Monthly Archives: February 2017

James Tissot (1836-1902): a brief biography by Lucy Paquette for The Victorian Web

To cite this article: Paquette, Lucy. “James Tissot (1836-1902): a brief biography by Lucy Paquette for The Victorian Web.” The Hammock. https://thehammocknovel.wordpress.com/2017/02/27/james-tissot-1836-1902-a-brief-biography-by-lucy-paquette-for-the-victorian-web/. <Date viewed.>

James Tissot’s career spanned three successful periods: his early years in Paris (1859-1870), his business-like decade in London (1871-1882), and his later years in France and the Holy Land (1883-85), depicting fashionable women of Belle Époque Paris and making research trips for his series of Bible illustrations.
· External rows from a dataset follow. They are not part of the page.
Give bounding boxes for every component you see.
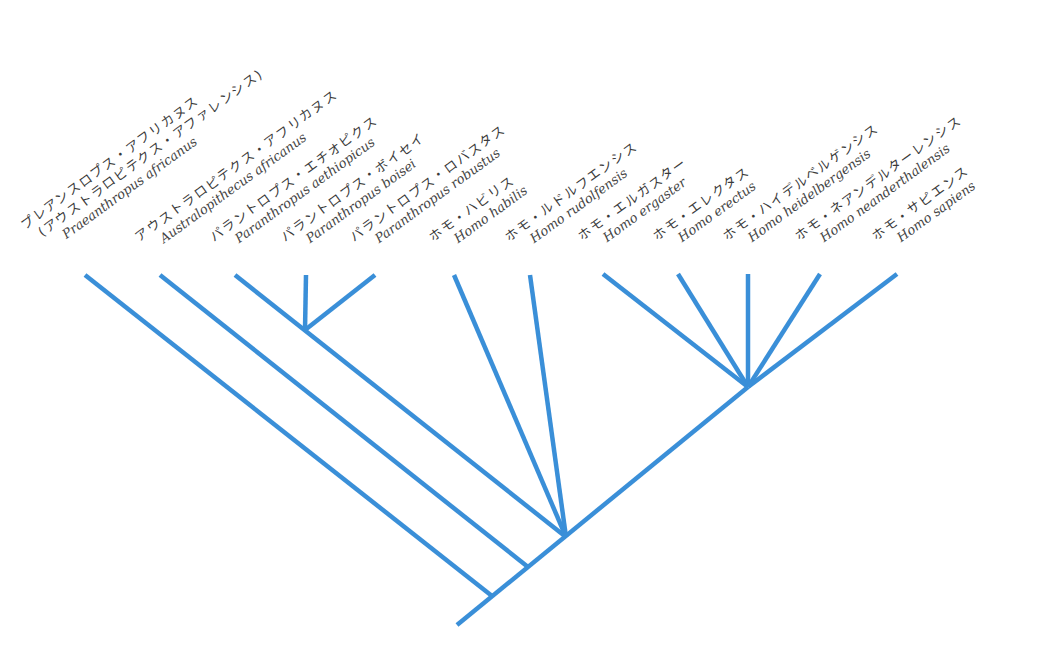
branch-p-boisei [305, 275, 306, 330]
cladogram-tree [0, 0, 1060, 661]
branch-h-erectus [678, 274, 748, 387]
branch-sapiens [748, 274, 897, 387]
branch-p-aethiopicus [235, 275, 566, 537]
branch-p-robustus [305, 275, 375, 330]
branch-h-ergaster [603, 274, 748, 387]
branch-root-stem [457, 387, 748, 625]
branch-h-neanderthalensis [748, 274, 820, 387]
branch-praeanthropus [85, 275, 492, 596]
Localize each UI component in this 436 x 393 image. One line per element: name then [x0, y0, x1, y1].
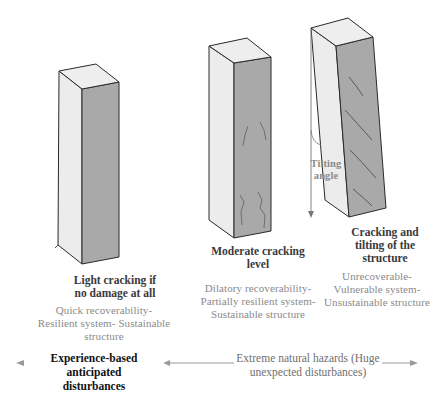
range-label-line: unexpected disturbances) — [228, 365, 388, 379]
description-line: Vulnerable system- — [318, 283, 436, 296]
column-2-title: Moderate cracking level — [203, 245, 313, 271]
column-1-description: Quick recoverability- Resilient system- … — [20, 304, 188, 343]
column-tilted-cracking — [311, 18, 386, 217]
title-line: level — [203, 258, 313, 271]
title-line: Cracking and — [335, 226, 435, 239]
column-1-left-face — [58, 71, 82, 264]
description-line: Resilient system- Sustainable — [20, 317, 188, 330]
reference-arrowhead-icon — [308, 211, 314, 218]
column-1-title: Light cracking if no damage at all — [55, 274, 175, 300]
title-line: tilting of the — [335, 239, 435, 252]
range-label-line: disturbances — [24, 379, 164, 393]
arrow-right-icon — [410, 360, 418, 366]
column-moderate-cracking — [209, 38, 271, 238]
description-line: Partially resilient system- — [190, 295, 326, 308]
column-3-description: Unrecoverable- Vulnerable system- Unsust… — [318, 270, 436, 309]
description-line: Sustainable structure — [190, 308, 326, 321]
column-2-left-face — [209, 46, 234, 238]
tilt-label-line: Tilting — [308, 158, 344, 170]
title-line: Moderate cracking — [203, 245, 313, 258]
column-3-title: Cracking and tilting of the structure — [335, 226, 435, 265]
column-light-cracking — [55, 64, 119, 264]
description-line: Quick recoverability- — [20, 304, 188, 317]
tilt-angle-label: Tilting angle — [308, 158, 344, 182]
arrow-left-icon — [16, 360, 24, 366]
range-label-line: Extreme natural hazards (Huge — [234, 351, 381, 365]
column-1-base-tick — [55, 245, 58, 248]
title-line: Light cracking if — [55, 274, 175, 287]
anticipated-disturbances-label: Experience-based anticipated disturbance… — [24, 351, 164, 393]
column-1-right-face — [82, 82, 119, 264]
description-line: Unsustainable structure — [318, 296, 436, 309]
title-line: structure — [335, 252, 435, 265]
arrow-left-icon — [163, 360, 170, 366]
column-2-right-face — [234, 57, 271, 238]
title-line: no damage at all — [55, 287, 175, 300]
tilt-label-line: angle — [308, 170, 344, 182]
column-2-description: Dilatory recoverability- Partially resil… — [190, 282, 326, 321]
extreme-hazards-label: Extreme natural hazards (Huge unexpected… — [228, 351, 388, 379]
description-line: Dilatory recoverability- — [190, 282, 326, 295]
range-label-line: Experience-based anticipated — [24, 351, 164, 379]
description-line: structure — [20, 330, 188, 343]
description-line: Unrecoverable- — [318, 270, 436, 283]
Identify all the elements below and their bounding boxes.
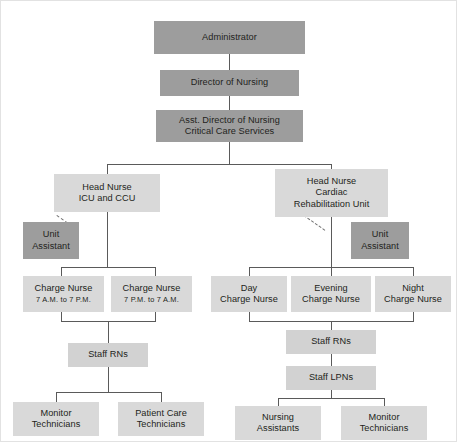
connector-bus-to-head-nurse-icu (107, 164, 108, 174)
connector-day-charge-down (249, 312, 250, 321)
connector-administrator-to-director (229, 54, 230, 70)
node-unit-assistant-right-line1: Unit (353, 229, 407, 241)
node-director-of-nursing[interactable]: Director of Nursing (160, 70, 299, 96)
node-charge-nurse-night-hours: 7 P.M. to 7 A.M. (113, 294, 190, 306)
connector-to-evening-charge (331, 267, 332, 276)
org-chart: Administrator Director of Nursing Asst. … (0, 0, 457, 442)
connector-to-monitor-tech-right (384, 398, 385, 406)
connector-staff-rns-left-stem (108, 367, 109, 392)
connector-night-charge-down (413, 312, 414, 321)
node-staff-rns-left[interactable]: Staff RNs (68, 343, 148, 367)
connector-icu-charge-bus (61, 267, 155, 268)
node-asst-director-of-nursing[interactable]: Asst. Director of Nursing Critical Care … (156, 110, 303, 142)
node-night-charge-line2: Charge Nurse (377, 294, 449, 306)
node-head-nurse-icu-line1: Head Nurse (56, 182, 158, 194)
node-patient-care-tech-line2: Technicians (120, 419, 202, 431)
node-asst-director-line1: Asst. Director of Nursing (158, 115, 301, 127)
node-head-nurse-icu-line2: ICU and CCU (56, 193, 158, 205)
node-day-charge-line1: Day (213, 283, 285, 295)
node-monitor-technicians-left[interactable]: Monitor Technicians (13, 402, 99, 436)
node-head-nurse-cardiac-line3: Rehabilitation Unit (277, 199, 386, 211)
connector-cardiac-stem (331, 217, 332, 267)
node-head-nurse-cardiac-line1: Head Nurse (277, 176, 386, 188)
connector-staff-rns-to-lpns (331, 354, 332, 366)
node-unit-assistant-right-line2: Assistant (353, 241, 407, 253)
connector-to-nursing-assistants (278, 398, 279, 406)
node-unit-assistant-right[interactable]: Unit Assistant (351, 222, 409, 259)
connector-merge-to-staff-rns-left (108, 321, 109, 343)
node-nursing-assistants[interactable]: Nursing Assistants (235, 406, 321, 440)
connector-staff-lpns-stem (331, 390, 332, 398)
node-charge-nurse-night-shift[interactable]: Charge Nurse 7 P.M. to 7 A.M. (111, 276, 192, 312)
node-charge-nurse-day-shift[interactable]: Charge Nurse 7 A.M. to 7 P.M. (23, 276, 104, 312)
node-charge-nurse-night-line1: Charge Nurse (113, 283, 190, 295)
connector-to-charge-nurse-day (61, 267, 62, 276)
node-day-charge-nurse[interactable]: Day Charge Nurse (211, 276, 287, 312)
connector-to-night-charge (413, 267, 414, 276)
connector-to-monitor-tech-left (56, 392, 57, 402)
node-monitor-technicians-right[interactable]: Monitor Technicians (341, 406, 427, 440)
node-night-charge-nurse[interactable]: Night Charge Nurse (375, 276, 451, 312)
node-staff-lpns[interactable]: Staff LPNs (286, 366, 376, 390)
connector-charge-night-down (155, 312, 156, 321)
node-administrator[interactable]: Administrator (154, 21, 305, 54)
node-nursing-assistants-line1: Nursing (237, 412, 319, 424)
connector-merge-to-staff-rns-right (331, 321, 332, 330)
node-evening-charge-nurse[interactable]: Evening Charge Nurse (291, 276, 371, 312)
node-head-nurse-icu-ccu[interactable]: Head Nurse ICU and CCU (54, 174, 160, 212)
node-head-nurse-cardiac-rehab[interactable]: Head Nurse Cardiac Rehabilitation Unit (275, 169, 388, 217)
node-monitor-tech-left-line1: Monitor (15, 408, 97, 420)
node-monitor-tech-left-line2: Technicians (15, 419, 97, 431)
connector-director-to-asst-director (229, 96, 230, 110)
connector-to-patient-care-tech (161, 392, 162, 402)
node-nursing-assistants-line2: Assistants (237, 423, 319, 435)
connector-charge-day-down (61, 312, 62, 321)
node-unit-assistant-left-line2: Assistant (25, 241, 77, 253)
connector-to-charge-nurse-night (155, 267, 156, 276)
node-asst-director-line2: Critical Care Services (158, 126, 301, 138)
node-staff-rns-right[interactable]: Staff RNs (286, 330, 376, 354)
connector-to-day-charge (249, 267, 250, 276)
connector-asst-director-stem (229, 142, 230, 164)
node-head-nurse-cardiac-line2: Cardiac (277, 187, 386, 199)
node-night-charge-line1: Night (377, 283, 449, 295)
node-staff-lpns-label: Staff LPNs (288, 372, 374, 384)
node-charge-nurse-day-line1: Charge Nurse (25, 283, 102, 295)
connector-tech-bus-left (56, 392, 161, 393)
dashed-connector-cardiac-unit-assistant (303, 215, 325, 231)
node-monitor-tech-right-line1: Monitor (343, 412, 425, 424)
node-evening-charge-line1: Evening (293, 283, 369, 295)
node-monitor-tech-right-line2: Technicians (343, 423, 425, 435)
connector-head-nurse-bus (107, 164, 331, 165)
node-staff-rns-right-label: Staff RNs (288, 336, 374, 348)
node-day-charge-line2: Charge Nurse (213, 294, 285, 306)
node-unit-assistant-left-line1: Unit (25, 229, 77, 241)
node-staff-rns-left-label: Staff RNs (70, 349, 146, 361)
node-evening-charge-line2: Charge Nurse (293, 294, 369, 306)
node-director-of-nursing-label: Director of Nursing (162, 77, 297, 89)
node-patient-care-tech-line1: Patient Care (120, 408, 202, 420)
connector-tech-bus-right (278, 398, 384, 399)
connector-icu-stem (107, 212, 108, 267)
node-charge-nurse-day-hours: 7 A.M. to 7 P.M. (25, 294, 102, 306)
node-patient-care-technicians[interactable]: Patient Care Technicians (118, 402, 204, 436)
node-administrator-label: Administrator (156, 32, 303, 44)
node-unit-assistant-left[interactable]: Unit Assistant (23, 222, 79, 259)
Born Jacques Joseph Tissot, his parents were self-made, prosperous merchants in the textile and fashion industry in the bustling seaport of Nantes. Jacques moved to Paris in 1856 to study painting and made his début at the Salon three years later, as James Tissot. Tissot and his painting, La Rencontre de Faust et de Marguerite (The Meeting of Faust and Marguerite) attracted the attention of the Comte de Nieuwerkerke, Director-General of Museums, who purchased the painting in 1860 on behalf of the government for the Luxembourg Museum for 5,000 francs. The provincial young painter achieved Establishment acceptance far sooner than his struggling friends, James McNeill Whistler (1834-1903), Edgar Degas (1834-1917), and Édouard Manet (1832-1883).

Tissot’s paintings in the Salon in 1864 reflected the trend toward capturing “modernity,” and he began to hit his stride as an artist with The Two Sisters and Portrait of Mademoiselle L.L.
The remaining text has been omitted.